The Rason port, according to the agency Vostok-Media, has good prospects to become a reliable platform for cooperation of the Russian Railway with North and South Korea. Rason is notable for its advantageous location: it is located in a bay which is closed-off from the sea by islands that provide security of goods. Natural depth on the approach to the port reaches 20 meters; that allows it to take on a heavy-duty deadweight cargo capacity of up to 12,000 tons. Navigation can be done in winter as well; the port will not freeze.

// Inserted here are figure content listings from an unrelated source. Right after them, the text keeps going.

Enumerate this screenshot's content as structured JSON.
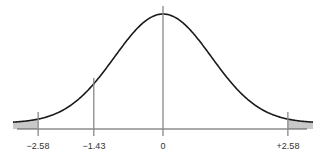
{
  "chart_data": {
    "type": "area",
    "title": "",
    "xlabel": "",
    "ylabel": "",
    "xlim": [
      -3.1,
      3.1
    ],
    "grid": false,
    "legend": null,
    "tick_labels": [
      "−2.58",
      "−1.43",
      "0",
      "+2.58"
    ],
    "tick_values": [
      -2.58,
      -1.43,
      0,
      2.58
    ],
    "shaded_regions": [
      {
        "from": -3.1,
        "to": -2.58,
        "color": "#c8c8c8"
      },
      {
        "from": 2.58,
        "to": 3.1,
        "color": "#c8c8c8"
      }
    ],
    "curve_color": "#1a1a1a",
    "line_color": "#888888"
  },
  "labels": {
    "neg258": "−2.58",
    "neg143": "−1.43",
    "zero": "0",
    "pos258": "+2.58"
  }
}
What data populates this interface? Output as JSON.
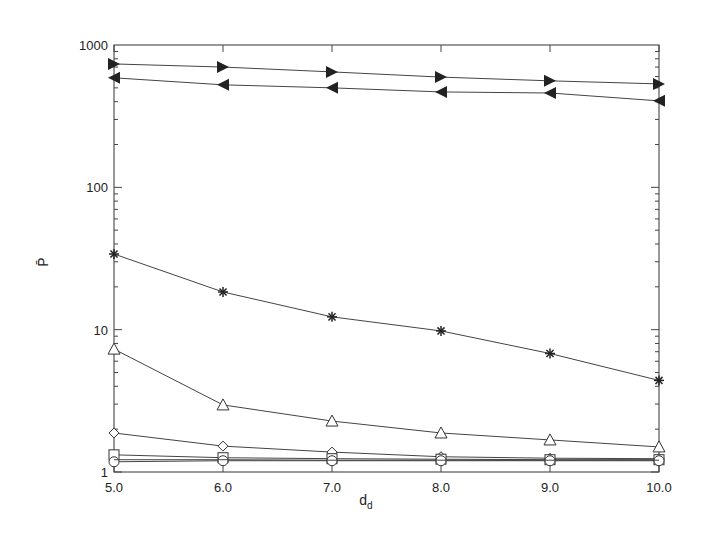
{
  "chart_data": {
    "type": "line",
    "title": "",
    "xlabel": "d_d",
    "ylabel": "P̄",
    "x": [
      5.0,
      6.0,
      7.0,
      8.0,
      9.0,
      10.0
    ],
    "x_tick_labels": [
      "5.0",
      "6.0",
      "7.0",
      "8.0",
      "9.0",
      "10.0"
    ],
    "y_scale": "log",
    "ylim": [
      1,
      1000
    ],
    "xlim": [
      5.0,
      10.0
    ],
    "y_tick_labels": [
      "1",
      "10",
      "100",
      "1000"
    ],
    "grid": false,
    "legend": null,
    "series": [
      {
        "name": "right-triangle",
        "marker": "triangle-right-filled",
        "values": [
          736,
          700,
          647,
          595,
          560,
          533
        ]
      },
      {
        "name": "left-triangle",
        "marker": "triangle-left-filled",
        "values": [
          588,
          525,
          500,
          468,
          460,
          405
        ]
      },
      {
        "name": "star",
        "marker": "star",
        "values": [
          34,
          18.4,
          12.3,
          9.8,
          6.8,
          4.4
        ]
      },
      {
        "name": "triangle-up",
        "marker": "triangle-up-open",
        "values": [
          7.3,
          2.96,
          2.28,
          1.88,
          1.68,
          1.5
        ]
      },
      {
        "name": "diamond",
        "marker": "diamond-open",
        "values": [
          1.88,
          1.52,
          1.38,
          1.28,
          1.25,
          1.24
        ]
      },
      {
        "name": "square",
        "marker": "square-open",
        "values": [
          1.32,
          1.26,
          1.24,
          1.23,
          1.22,
          1.22
        ]
      },
      {
        "name": "circle",
        "marker": "circle-open",
        "values": [
          1.18,
          1.2,
          1.2,
          1.2,
          1.2,
          1.2
        ]
      },
      {
        "name": "plain",
        "marker": "none",
        "values": [
          1.22,
          1.22,
          1.21,
          1.21,
          1.21,
          1.21
        ]
      }
    ]
  }
}
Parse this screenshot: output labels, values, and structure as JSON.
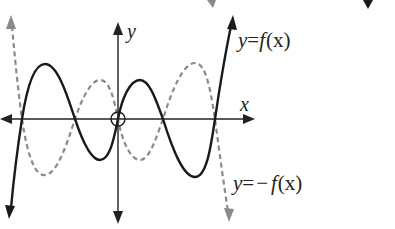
{
  "diagram": {
    "title": "",
    "axes": {
      "x_label": "x",
      "y_label": "y"
    },
    "curves": [
      {
        "name": "f",
        "label_prefix": "y",
        "label_eq": "=",
        "label_func": "f",
        "label_arg": "(x)",
        "style": "solid",
        "color": "#1a1a1a"
      },
      {
        "name": "neg-f",
        "label_prefix": "y",
        "label_eq": "=",
        "label_minus": "−",
        "label_func": "f",
        "label_arg": "(x)",
        "style": "dashed",
        "color": "#8a8a8a"
      }
    ],
    "origin_marker": "circle"
  },
  "colors": {
    "background": "#ffffff",
    "axis": "#222222",
    "solid_curve": "#1a1a1a",
    "dashed_curve": "#8a8a8a"
  }
}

The Chinese and Korean business community is pleased with the launch of movement along the Trans-Korean line. Businesspeople believe they will be able to send their products on this route to Europe faster than by sea. As commentator Anastasia Barannikova asserts, if transportation of a standard 20-foot container from Busan in South Korea to Moscow by sea costs $1232, shipping the container by rail through Pyongyang (DPRK) and on the Trans-siberian line will cost $889. Another advantage of the land route is speed. Today crossing the distance from Asia to Europe by sea takes 35-40 days. The railway line allows delivery of goods in only 17-20 days. Shipping a freight container from South Korea to Finland takes about 14-16 days, which is significantly less than 40-45 days carriage over the Suez Canal and Gibraltar.

What’s in store for Zarubino?

A survey by the secretariat of the Extended Tumangan Initiative (Beijing) in 2010 of potential users of the port allows us to make the following prediction. By 2030, at 100% capacity, the port could be trasshipping 90-100 million tons of cargo, including containers (6.5-7.0 million TEU).

Today the situation is this: the group “Summa”, the main shareholder of the company FESCO, agreed with three Chinese companies on the transshipment of goods to the Zarubino port, still under construction, to Primorye. They are a Jilin Province grain company (10 million tons), the company “Henda,” (on the transshipment of 5 million tons of water with possible growth in the volume to 40 million tons by 2025), and a Volkswagen assembly plant, the Chanchun automobile factory on the import of up to 1 million cars and 40 thousand TEU of car parts a year.

Head of port construction Andrey Zagorsky claims that contracts for the transshipment of 80 million tons of cargo per year have already been sealed.

North-Chinese companies are particularly interested in expanding Zarubino’s opportunities, which, in addition to exports, intend to transship their goods through the port to China’s southern provinces as well.

By 2018, four terminals should be completed and operational in Troitsa bay (Vladivostok): grain, container, general and bulk cargo, as well as means of transport. The total cost of the project was estimated in May of this year at 40 billion rubles. “Summa” will build a large part of the port at their own expense. The investment amount in the future could significantly increase, as volumes which Chinese companies were ready to transship in the initial period of the project’s development are a much larger currently.

In the future, based on Zarubino port, a center of transit traffic can be created between the countries of the Asian Pacific and the EU for a wide range of goods: containers, automobiles, and general cargo.

Konstantin Penzev, historian and writer, commentator for the online magazine “New Eastern Outlook”.